In 1984, Marcos appointed a commission, first led by Chief Justice Enrique Fernando and later Corazon Agrava, to launch an investigation into Aquino's assassination.[32] Despite the commission's conclusions, Cardinal Jaime Sin, the Archbishop of Manila, declined an offer to join the commission and rejected the government's views on the assassination.
This began a period of coalitions, first led by the nationalist liberal democrats under Jose W. Diokno called Kilusan sa Kapangyarihan at Karapatan ng Bayan or KAAKBAY, an umbrella organization founded in 1983, which headed the first grand liberal coalition called JAJA, or the Justice for Aquino, Justice for All movement. JAJA consisted of organizations such as the social democrat-based August Twenty One Movement (ATOM) led by Butz Aquino, KAAKBAY, MABINI, the Makati-based Alliance of Makati Associations or AMA, and others.
This was before the division of the center-left and national democratic/Marxist left, when the coalitions tended to pursue Diokno's philosophy of pressure politics or mass actions to influence and sway the Marcos dictatorship.[33]
Parliamentarians of the streets, as they were called, applied pressure politics, and soon other coalitions were formed, culminating in the first call for elections for the opposition in the Kongreso ng Mamamayang Pilipino or KOMPIL.[34] KOMPIL was organized by Aquino's ATOM from the JAJA coalition, as a means to unite the businessmen, communists, and other groups. Most of the KOMPIL members were led by the AMA leaders.
Meanwhile, Diokno, Lorenzo M. Taada of MABINI, Butz and Corazon Aquino, and a few others were elected the overall presiding leaders in a search to find the opposition candidate. The main issue was whether to accept the CAMEL or Call for Meaningful Elections or, as Diokno and the more liberal JAJA members preferred, to boycott the event which might be another fixed election.[35]

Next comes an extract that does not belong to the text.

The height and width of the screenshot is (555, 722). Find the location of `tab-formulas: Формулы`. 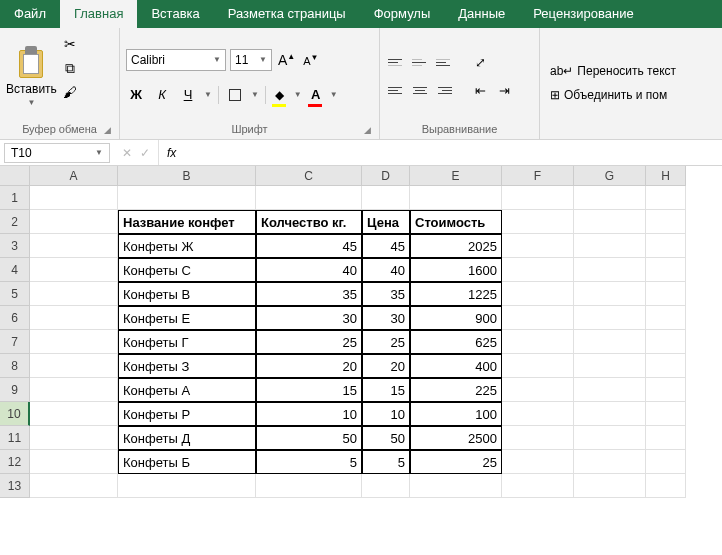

JAJA was later replaced by the Coalition of Organizations for the Restoration of Democracy (CORD) in the middle of 1984, which retained most of JAJA's features and membership. A year later CORD was replaced by Bagong Alyansang Makabayan or BAYAN, which was to be a platform for Diokno should he run for president, and was led by Taada and student leader Lean Alejandro of the University of the Philippines. However the socialists/national democrats took control of the coalition so Diokno, Ambrosio Padilla, and the liberal democrats as well as Butz Aquino, ATOM, and the social democrats left BAYAN to the present national democratic coalition that it has become in the 21st century.[36]
Eventually the top leaders decided to convene to select a candidate in case of contingencies or any sudden announcements of changes. It was then on November 3, 1985, after pressure from the US government,[37] that Marcos suddenly announced a snap presidential election would take place the following year, one year ahead of the regular presidential election schedule, to legitimize his control over the country.[38] The snap election was legalized with the passage of Batas Pambansa Blg. 883 (National Law No. 883) by the Marcos-controlled unicameral congress called the Regular Batasang Pambansa.[39]